Just as Morganelli started to relax a bit and enjoy his dinner, his cell phone rang with another call from one of the investigators. After again apologizing for the interruptions, he stepped away from the dinner table and answered, trying not to sound too irritable. He was still deeply disturbed from the last call, when he learned about the fourth body, and hoped there wouldn’t be any more surprises tonight.
But that hope was dashed once he was told the latest news: The police had been conducting a criminal background check on Michael Ballard, the man who had apparently stolen Denise’s car and told emergency officials that he “just killed everyone.” That background check was finished, and it turned out he had killed before.
He had previously been convicted for killing a man in 1991. When he was only eighteen years old, Ballard had stabbed the man to death in an apartment in Allentown, Pennsylvania.
The largest city in the Lehigh Valley region, and the third largest in the state—behind Philadelphia and Pittsburgh—Allentown was only about twenty minutes south of Northampton, although they were practically two different worlds. Allentown was a much more urban environment an
d, Morganelli knew, much more prone to violent murders than the normally quiet borough of Northampton.
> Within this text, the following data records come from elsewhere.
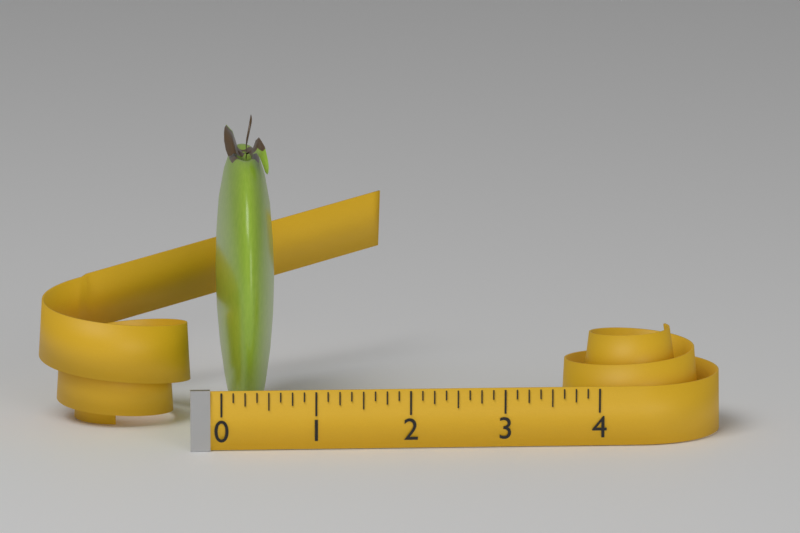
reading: 0.625 (no unit)
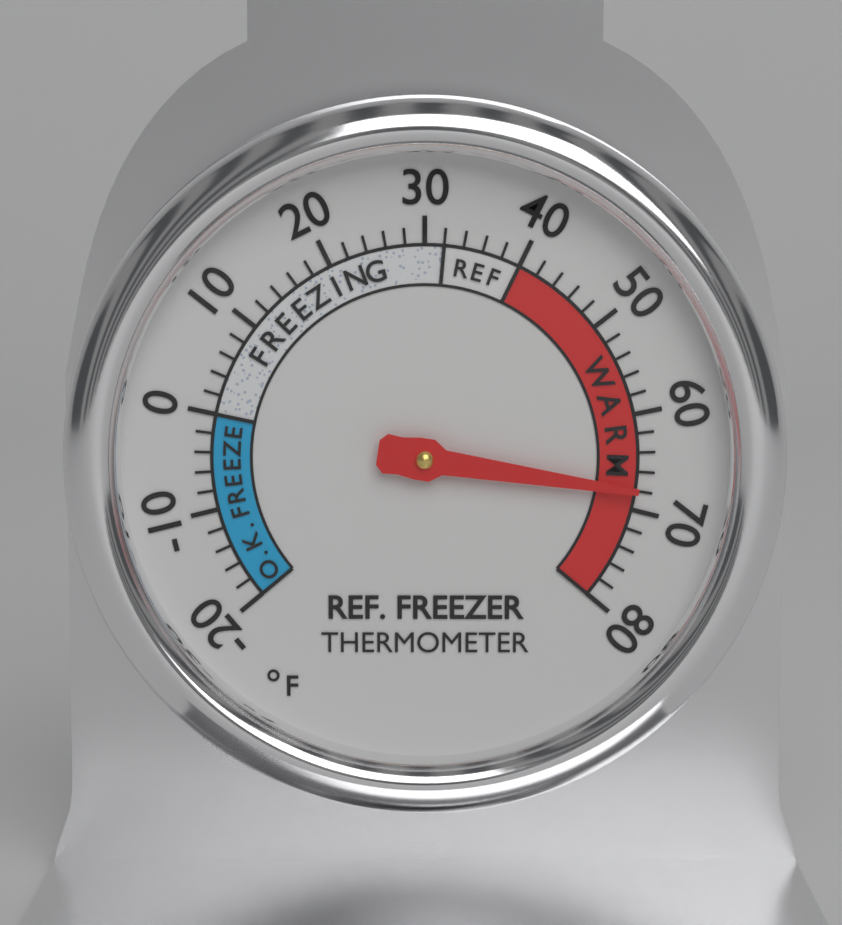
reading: 68 °F
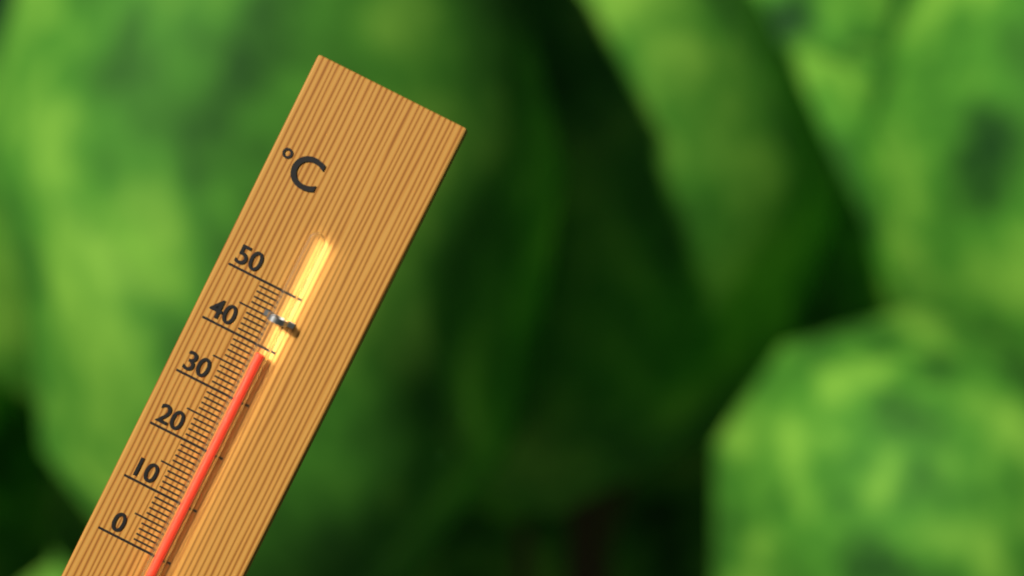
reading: 39 °C
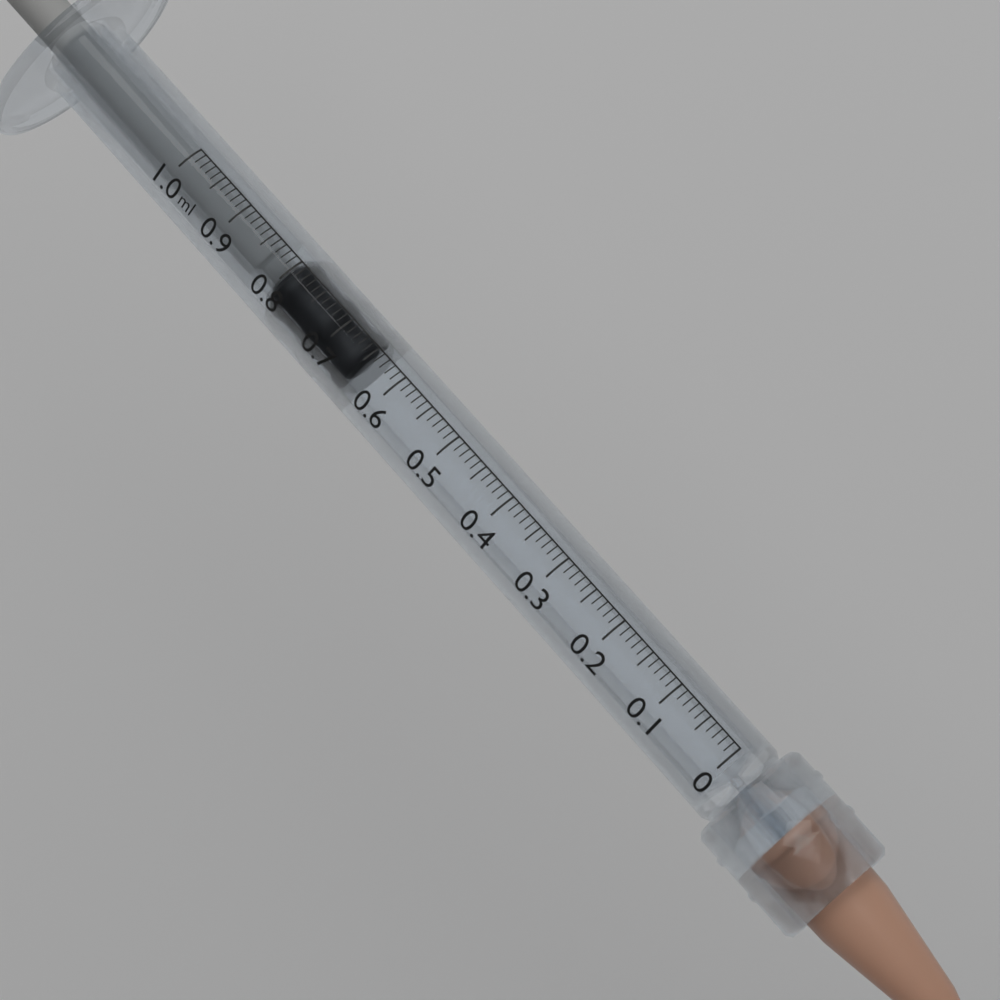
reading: 0.65 ml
Details about that previous murder were still scarce at this point in the investigation, but it appeared that Ballard had killed the man, then stolen the victim’s car and attempted to flee to Ballard’s home state of Arkansas. If that was true, Morganelli thought, there were already obvious parallels between that killing and the murder of Denise Merhi, whose car it appeared Ballard had also stolen.
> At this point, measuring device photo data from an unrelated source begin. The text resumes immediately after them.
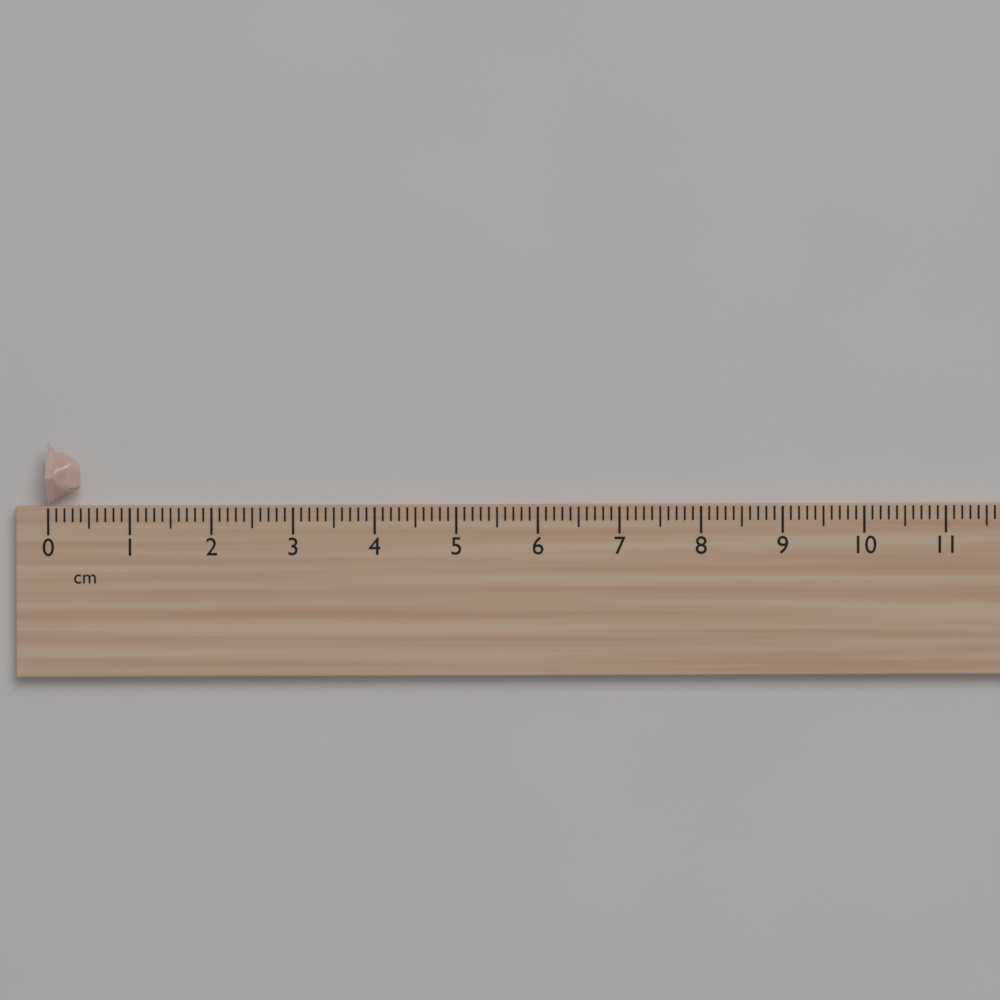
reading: 0.4 cm
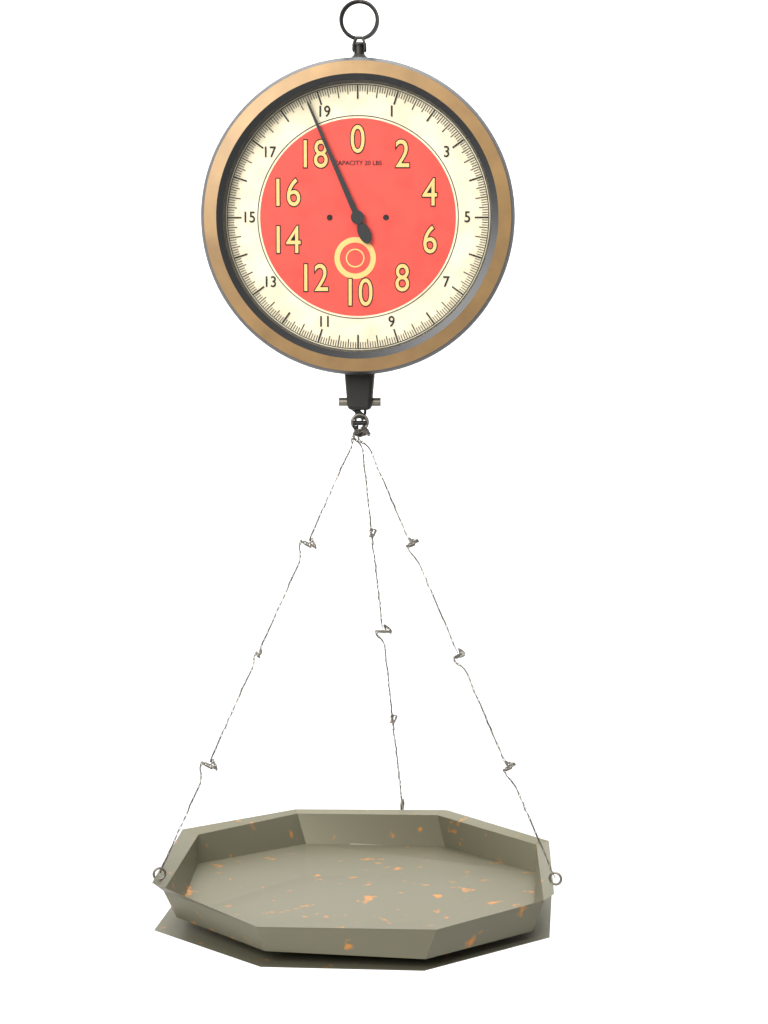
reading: 18.6875 lbs
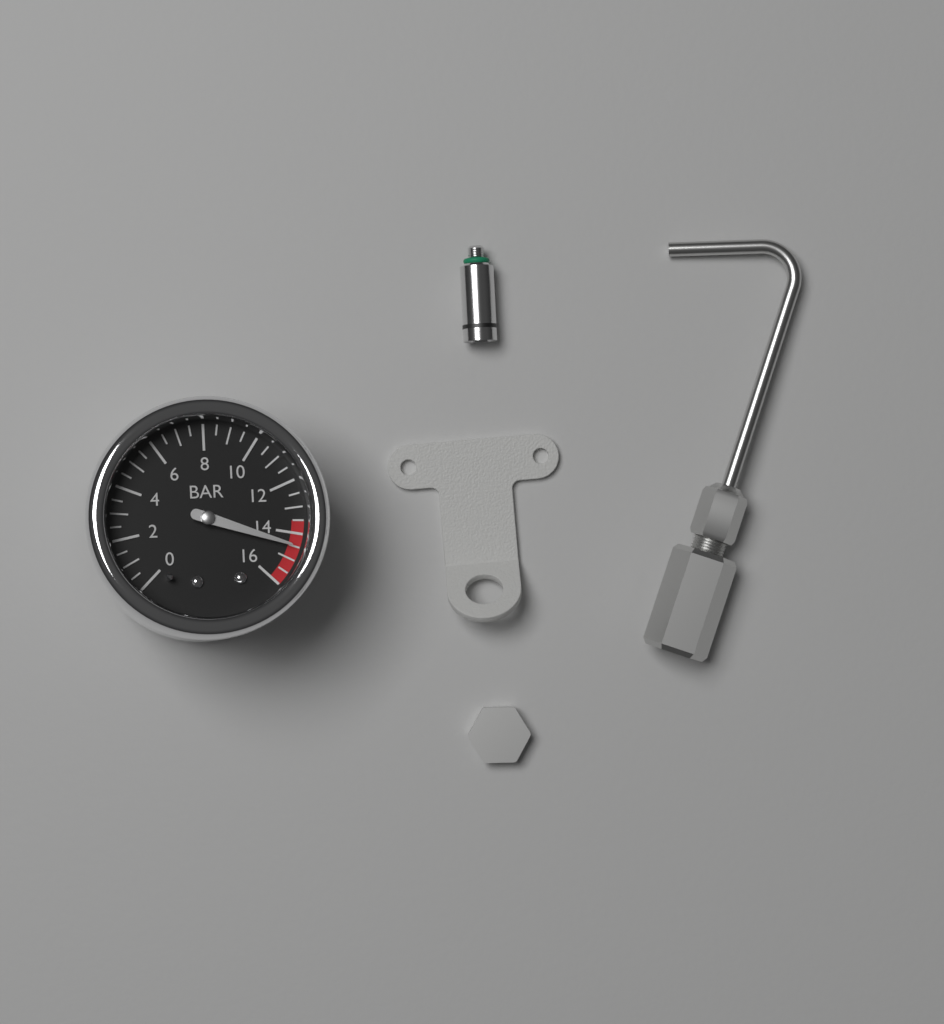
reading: 14.5 bar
Morganelli learned that Ballard had pleaded guilty and been sentenced to fifteen to thirty years in prison for the 1991 murder, but was released in 2006 after serving the minimum. Although it would take some time to track down all the details, it seemed he had been arrested again in April 2008 for a parole violation, then released on parole again on April 19, 2010.
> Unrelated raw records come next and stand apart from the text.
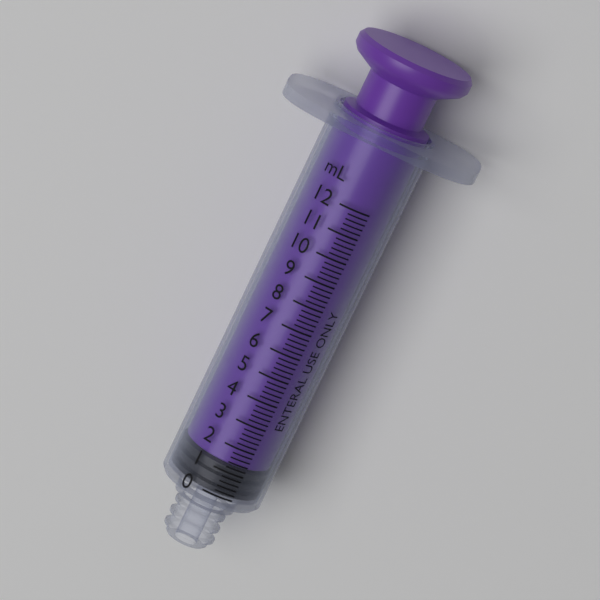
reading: 0.0 mL
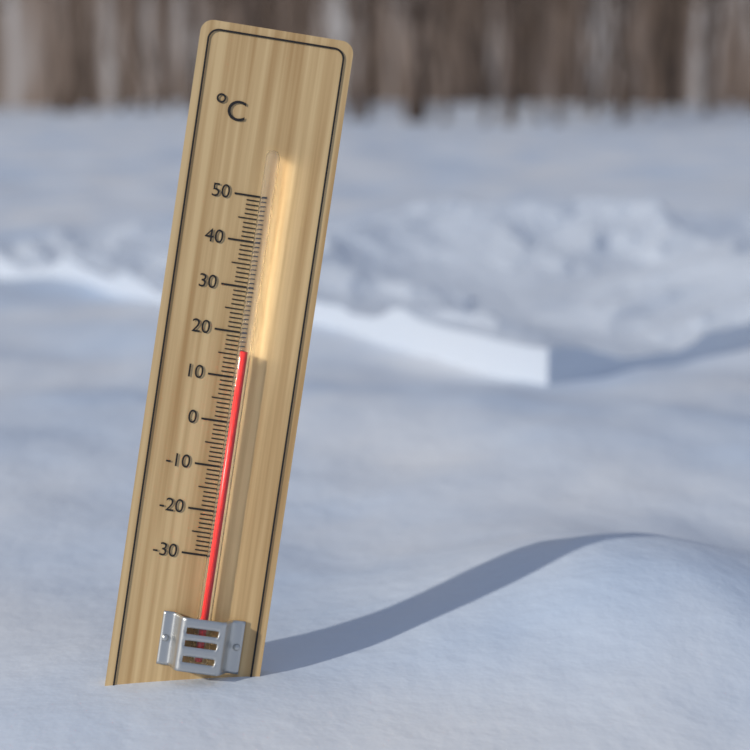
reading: 16 °C
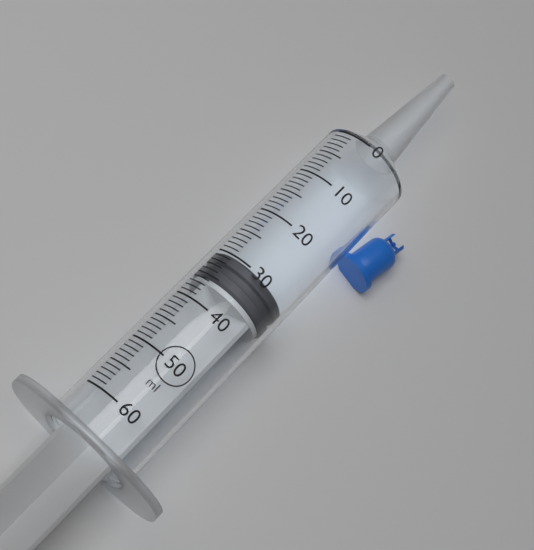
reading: 30 ml
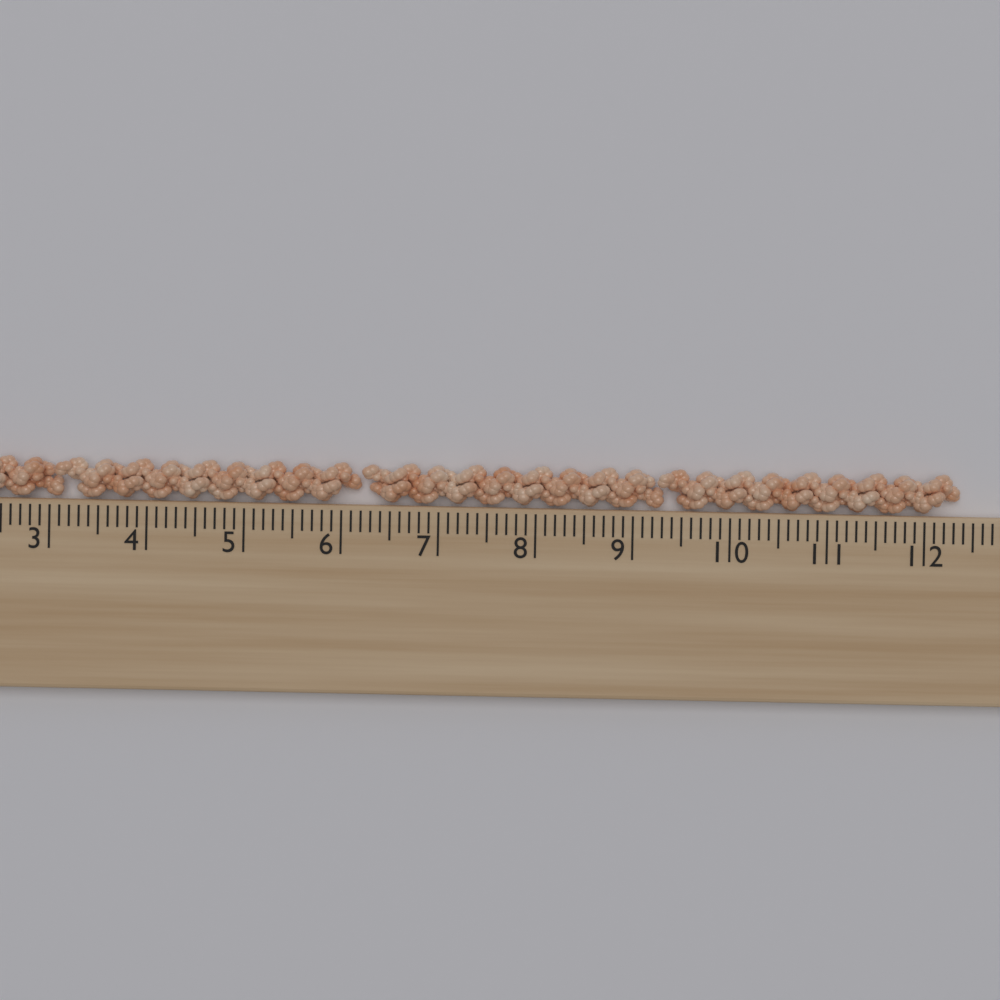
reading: 12.4 cm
Barely two months ago, Morganelli thought, growing furious. How could this man have been out on the streets? Morganelli had long been a proponent of reforming the parole system in Pennsylvania, particularly when it came to violent crimes. He felt liberal policies from “bleeding-heart do-gooders” had allowed far too many murderers and rapists back on the streets. Now they were dealing with a suspect who had not only killed before and been given a second chance, but had apparently been arrested again after his parole and was set free a second time, giving him the opportunity to commit four murders.
Following his recent parole, Ballard had been released to Allentown Community Corrections Center, a halfway house for state prison inmates, the investigator explained to Morganelli. Inmates there are allowed to be released for limited periods of time for purposes related to work, education, or treatment. Ballard had been released earlier in the day, but a warrant had since been issued for his arrest. Ballard had been due back at two o’clock, less than three hours before Denise Merhi and the others were killed. He never showed up.